Wednesday, January 8, 2014

Justified: Finding and Trying to Forget Your Hometown Roots





It's funny to think back to 2009. I had heard that the FX network was working on a new show about a federal lawman in Kentucky. "Oh great," I thought. "Another chance to make people in Kentucky look like back wood hicks again." 

But color me surprised. When "Justified" premiered in early 2010, I immediately feel in love with the show. I shouldn't have been surprised since it was from an Elmore Leonard short story. I love Leonard as a writer. He writes great crime stories that rely heavily on atmosphere and the complexity of characters usually trying to prove their worth in one way or another.

"Justified" is no different. The main character, Raylan Givens, is one of the coolest cats on television. The criminals he usually comes up against are of the typical Leonard variety. Dumb or inept people who try to live up to the mythic legend in their own minds.

But besides the often great and funny and often dramatic stories that happen on the show, one thing about "Justified" has always stuck with me the most. It's a theme that I have noticed go on with many of the characters.

I noticed it in the first episode, "Fire in the Hole." After Raylan, who is working in Miami, has shot a big time mobster in broad daylight, he is told by his boss that he is being reassigned to Kentucky in order to lay low. The look on Raylan's face is almost one of sheer terror. Raylan is from Kentucky. Harlan, KY we eventually learn. Raylan tries his best to convince his boss to not transfer him, but Raylan has no choice.

As the series as progressed, Raylan is a man who always tells people that he wants to get out Kentucky and move on up the law enforcement ladder. But his actions say otherwise. Relationships, friendships, even his new baby that was spotted for the first time in the season five premiere Tuesday night, have all fallen by the wayside of Raylan's sense of duty to his job and to honoring his deep ties to the people he knows in Kentucky.

Examples of this have included the tenuous relationship Raylan has had with Boyd Crowder, a man he grew up around in Harlan. Boyd is unique in that although he is a criminal, Boyd is a self-taught intelligent man. He has had desires, much like Raylan has, to find peace in himself and to always move beyond his present situation. But also like Raylan, his sense of loyalty to his roots has more often than not hurt him.

Another character on the show that was face with the dilemma of loyalty to ones past was Mags Bennett.
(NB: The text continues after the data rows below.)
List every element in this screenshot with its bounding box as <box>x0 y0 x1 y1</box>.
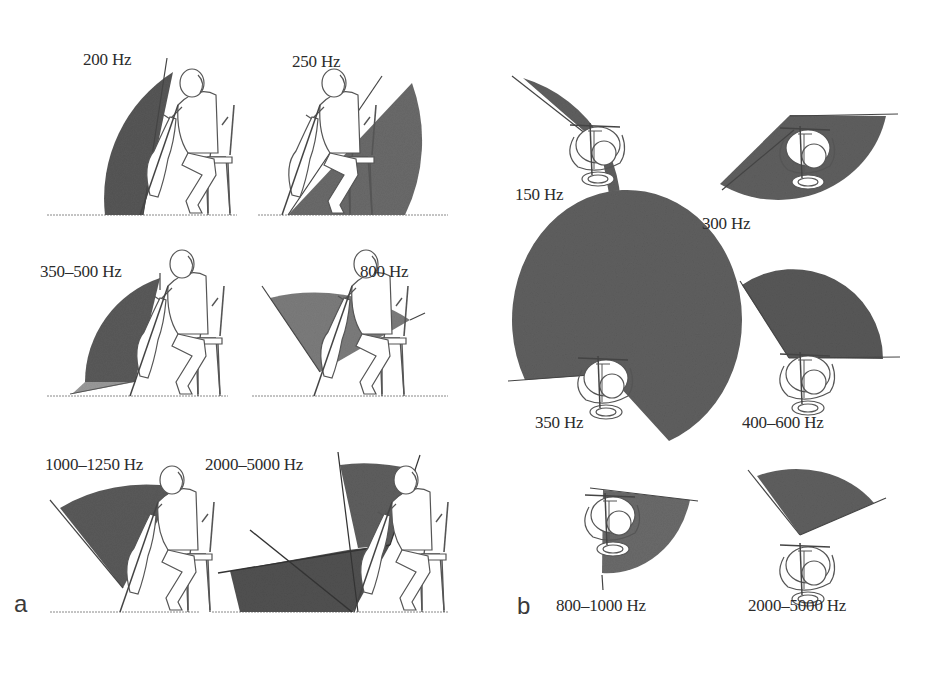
label-2000-5000hz-b: 2000–5000 Hz <box>748 596 846 616</box>
directivity-figure <box>0 0 943 680</box>
sector-2000-5000hz-b <box>757 469 874 535</box>
label-350-500hz: 350–500 Hz <box>40 262 122 282</box>
label-200hz: 200 Hz <box>83 50 131 70</box>
label-350hz: 350 Hz <box>535 413 583 433</box>
panel-letter-b: b <box>517 592 530 620</box>
label-300hz: 300 Hz <box>702 214 750 234</box>
label-400-600hz: 400–600 Hz <box>742 413 824 433</box>
label-800-1000hz: 800–1000 Hz <box>556 596 646 616</box>
panel-letter-a: a <box>14 590 27 618</box>
label-2000-5000hz-a: 2000–5000 Hz <box>205 455 303 475</box>
label-150hz: 150 Hz <box>515 185 563 205</box>
label-1000-1250hz: 1000–1250 Hz <box>45 455 143 475</box>
sector-400-600hz <box>742 269 883 359</box>
sector-2000-5000hz-a <box>230 463 416 612</box>
sector-1000-1250hz <box>60 485 175 588</box>
label-250hz: 250 Hz <box>292 52 340 72</box>
label-800hz: 800 Hz <box>360 262 408 282</box>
The season two villain was the marijuana growing matriarch of the Bennett family. In the middle of season two, Mags realizes that an opportunity has come to her in the form of the Black Pike Coal Company. The company wants a very sizable portion of land that just happens to belong to Mags. Mags realizes the money that she gets from the company can set her and her children up for a very long time.

Even then, when she sells the land, she regrets it immediately. She is secure financially, but to her, the thought of living anywhere else is unthinkable.

Raylan, Boyd, and Mags dilemmas in trying and failing to escape their roots is what I think makes "Justified" unique among the many crime shows on television.  It is something that we can all relate to. No matter who you are, we have all wished we can get away from wherever we came from. Whether it be our family, the city we grew up in, the friends we grew up knowing, or even a trauma that happens to us early in life. As much as we can wish it may not be there with us, it is always there.

Mags eventually came to this realization. Raylan and Boyd are slowly getting there, but from what we can tell, they just keep on denying it to themselves. I always think it is fitting that most of the seasons of "Justified" have ended on a Brad Paisley song titled, "You'll Never Leave Harlin Alive." It's a beautiful song but one that has a lot of meaning for the characters. They trace their bloodlines to that area of Kentucky, but that no matter what, they just can't get rid of their roots no matter how hard they try.